Tuesday, 02 January 2024 12:17 GMT

Japan's Liberal Democratic Party In Search Of Answers


(MENAFN- Asia Times) After a delay, the Liberal Democratic Party (LDP) committee tasked with conducting a post-mortem analysis of the party's poor performance in the July upper house elections delivered its report to a general meeting of LDP lawmakers on Tuesday, September 2.

The committee essentially sought to answer three questions, and, in doing so, perhaps offered an implicit answer to the biggest question facing the LDP.

The report first answers the question,“What went wrong in July?” To this question, it gives these answers.

  • First, the Ishiba government, its approval ratings underwater since last year's general election, sapped the LDP's strength.
  • Second, the LDP failed at what the report describes as the party's core electoral strategy, winning the support of at least 80% of its own supporters and taking a sizable share of independents.
  • Third, the party lost the votes of young voters and at least some conservative voters who had supported the party in the past.

The report's next question –“Why did this happen?” – may be more interesting. The report provides nine answers to this question, and, while Prime Minister Shigeru Ishiba is not personally blamed anywhere, arguably responsibility for eight of the nine causes can be laid at the feet of the prime minister.

The one exception may be the loss of trust due to political corruption, responsibility for which centered mainly on the former Abe faction and predated Ishiba's elevation to the party presidency. Of the remaining eight, the report is damning, pointing to:

  • policy missteps, especially the failure to appreciate economic hardships and cost-of-living issues;
  • a lack of political vision, noting the government's and party's failures to make clear what the party stands for both in response to its 2024 general election defeat and the public's broader feeling of stagnation, particularly among young voters and conservative voters; and
  • communication failures, including not making more efforts to listen to voters, a careless remark by an upper house member about a natural disaster during the campaign and a communications infrastructure grossly inadequate for the contemporary information environment, noting both the party's failure to use social media effectively to propagate its messages and its inability to combat misinformation and disinformation.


» **What you should do**
Search the data below, and report every line in which "Percent" occurs.

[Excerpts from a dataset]
=== Begin Enclosure ===

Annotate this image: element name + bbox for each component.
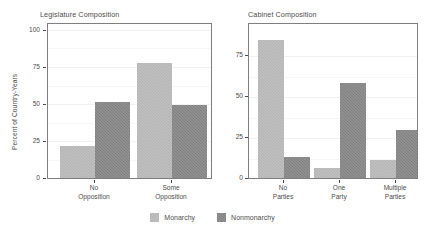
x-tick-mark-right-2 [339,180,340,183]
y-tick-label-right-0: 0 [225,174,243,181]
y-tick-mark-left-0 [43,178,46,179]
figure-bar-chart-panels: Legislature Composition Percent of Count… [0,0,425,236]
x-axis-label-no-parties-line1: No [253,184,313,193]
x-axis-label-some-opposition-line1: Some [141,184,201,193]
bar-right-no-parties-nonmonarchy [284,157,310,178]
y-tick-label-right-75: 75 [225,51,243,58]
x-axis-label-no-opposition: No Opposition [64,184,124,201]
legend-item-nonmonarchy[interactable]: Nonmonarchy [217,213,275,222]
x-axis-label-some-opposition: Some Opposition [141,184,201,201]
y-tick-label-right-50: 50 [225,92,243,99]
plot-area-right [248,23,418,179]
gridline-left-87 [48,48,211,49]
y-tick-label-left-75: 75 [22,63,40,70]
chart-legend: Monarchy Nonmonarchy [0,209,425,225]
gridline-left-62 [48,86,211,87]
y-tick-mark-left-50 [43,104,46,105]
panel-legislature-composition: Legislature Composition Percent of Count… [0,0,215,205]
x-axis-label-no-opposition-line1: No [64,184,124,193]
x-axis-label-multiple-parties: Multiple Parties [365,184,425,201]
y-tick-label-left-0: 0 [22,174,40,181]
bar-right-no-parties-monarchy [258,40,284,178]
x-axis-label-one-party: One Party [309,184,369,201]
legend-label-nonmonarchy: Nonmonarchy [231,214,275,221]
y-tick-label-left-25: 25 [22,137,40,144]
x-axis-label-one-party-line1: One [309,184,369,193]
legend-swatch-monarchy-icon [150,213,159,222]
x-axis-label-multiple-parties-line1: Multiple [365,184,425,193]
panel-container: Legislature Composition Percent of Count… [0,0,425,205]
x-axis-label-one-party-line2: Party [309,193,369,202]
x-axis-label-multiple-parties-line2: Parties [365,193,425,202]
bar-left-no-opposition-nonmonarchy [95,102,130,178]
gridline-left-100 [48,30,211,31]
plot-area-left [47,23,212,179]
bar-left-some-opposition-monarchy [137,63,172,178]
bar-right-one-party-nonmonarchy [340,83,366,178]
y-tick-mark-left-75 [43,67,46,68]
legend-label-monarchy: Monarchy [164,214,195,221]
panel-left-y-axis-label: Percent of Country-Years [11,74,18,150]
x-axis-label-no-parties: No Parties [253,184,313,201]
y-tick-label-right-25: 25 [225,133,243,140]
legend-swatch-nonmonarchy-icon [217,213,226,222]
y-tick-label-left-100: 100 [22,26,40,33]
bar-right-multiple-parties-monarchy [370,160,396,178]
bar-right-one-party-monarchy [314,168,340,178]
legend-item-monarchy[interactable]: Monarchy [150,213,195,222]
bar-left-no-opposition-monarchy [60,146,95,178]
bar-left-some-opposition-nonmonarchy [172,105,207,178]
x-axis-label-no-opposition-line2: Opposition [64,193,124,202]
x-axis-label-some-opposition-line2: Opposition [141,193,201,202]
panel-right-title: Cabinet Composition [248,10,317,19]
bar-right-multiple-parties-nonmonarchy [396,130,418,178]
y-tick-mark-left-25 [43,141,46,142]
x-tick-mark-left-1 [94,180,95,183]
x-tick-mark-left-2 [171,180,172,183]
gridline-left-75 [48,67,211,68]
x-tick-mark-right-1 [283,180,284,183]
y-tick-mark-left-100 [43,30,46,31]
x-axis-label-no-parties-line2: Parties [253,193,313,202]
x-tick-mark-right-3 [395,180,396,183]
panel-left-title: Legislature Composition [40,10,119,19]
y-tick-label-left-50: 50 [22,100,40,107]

=== End Enclosure ===
=== Begin Enclosure ===

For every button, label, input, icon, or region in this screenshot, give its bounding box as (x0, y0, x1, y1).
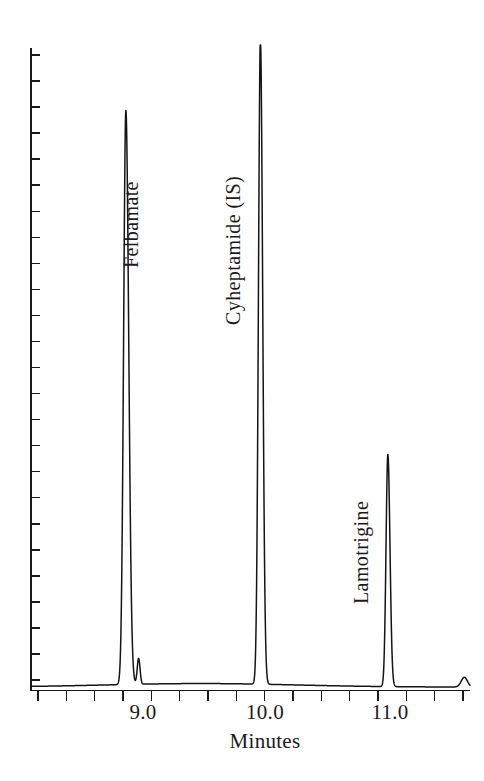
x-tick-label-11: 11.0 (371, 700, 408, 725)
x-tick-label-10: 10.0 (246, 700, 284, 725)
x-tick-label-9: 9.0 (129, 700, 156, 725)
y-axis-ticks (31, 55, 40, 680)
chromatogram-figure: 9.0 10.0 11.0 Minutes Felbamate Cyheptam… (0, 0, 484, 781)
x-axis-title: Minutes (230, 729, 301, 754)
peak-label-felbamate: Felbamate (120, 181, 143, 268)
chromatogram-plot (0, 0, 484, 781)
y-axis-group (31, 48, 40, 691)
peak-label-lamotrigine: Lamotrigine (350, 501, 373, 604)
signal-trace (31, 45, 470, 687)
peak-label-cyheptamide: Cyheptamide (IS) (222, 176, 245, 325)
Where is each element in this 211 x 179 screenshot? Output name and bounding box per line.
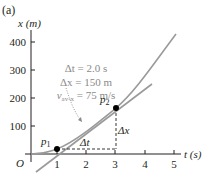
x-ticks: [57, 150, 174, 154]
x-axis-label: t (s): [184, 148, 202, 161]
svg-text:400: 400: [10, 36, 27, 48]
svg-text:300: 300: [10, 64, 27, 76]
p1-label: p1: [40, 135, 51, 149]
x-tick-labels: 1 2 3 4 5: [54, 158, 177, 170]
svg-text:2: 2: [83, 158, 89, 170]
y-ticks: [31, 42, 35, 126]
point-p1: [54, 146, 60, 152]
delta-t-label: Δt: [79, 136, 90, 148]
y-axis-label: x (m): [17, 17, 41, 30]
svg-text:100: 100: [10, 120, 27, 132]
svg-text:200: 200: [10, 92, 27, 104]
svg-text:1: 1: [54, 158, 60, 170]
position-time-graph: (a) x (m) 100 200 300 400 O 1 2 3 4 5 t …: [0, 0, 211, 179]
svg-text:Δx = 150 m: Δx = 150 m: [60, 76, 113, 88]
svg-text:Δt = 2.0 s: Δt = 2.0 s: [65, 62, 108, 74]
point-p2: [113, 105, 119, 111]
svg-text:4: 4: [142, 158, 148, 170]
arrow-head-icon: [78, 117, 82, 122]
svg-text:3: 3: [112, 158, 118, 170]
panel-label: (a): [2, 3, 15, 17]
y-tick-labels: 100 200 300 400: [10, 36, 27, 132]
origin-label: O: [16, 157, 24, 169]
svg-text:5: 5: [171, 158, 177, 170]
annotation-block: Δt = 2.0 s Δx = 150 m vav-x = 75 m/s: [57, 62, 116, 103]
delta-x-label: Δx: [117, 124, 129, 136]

=== End Enclosure ===

» **Written solution**
figure-bar-chart-panels: Legislature Composition Percent of Count… [0,0,425,236]
panel-legislature-composition: Legislature Composition Percent of Count… [0,0,215,205]
panel-container: Legislature Composition Percent of Count… [0,0,425,205]
panel-left-y-axis-label: Percent of Country-Years [11,74,18,150]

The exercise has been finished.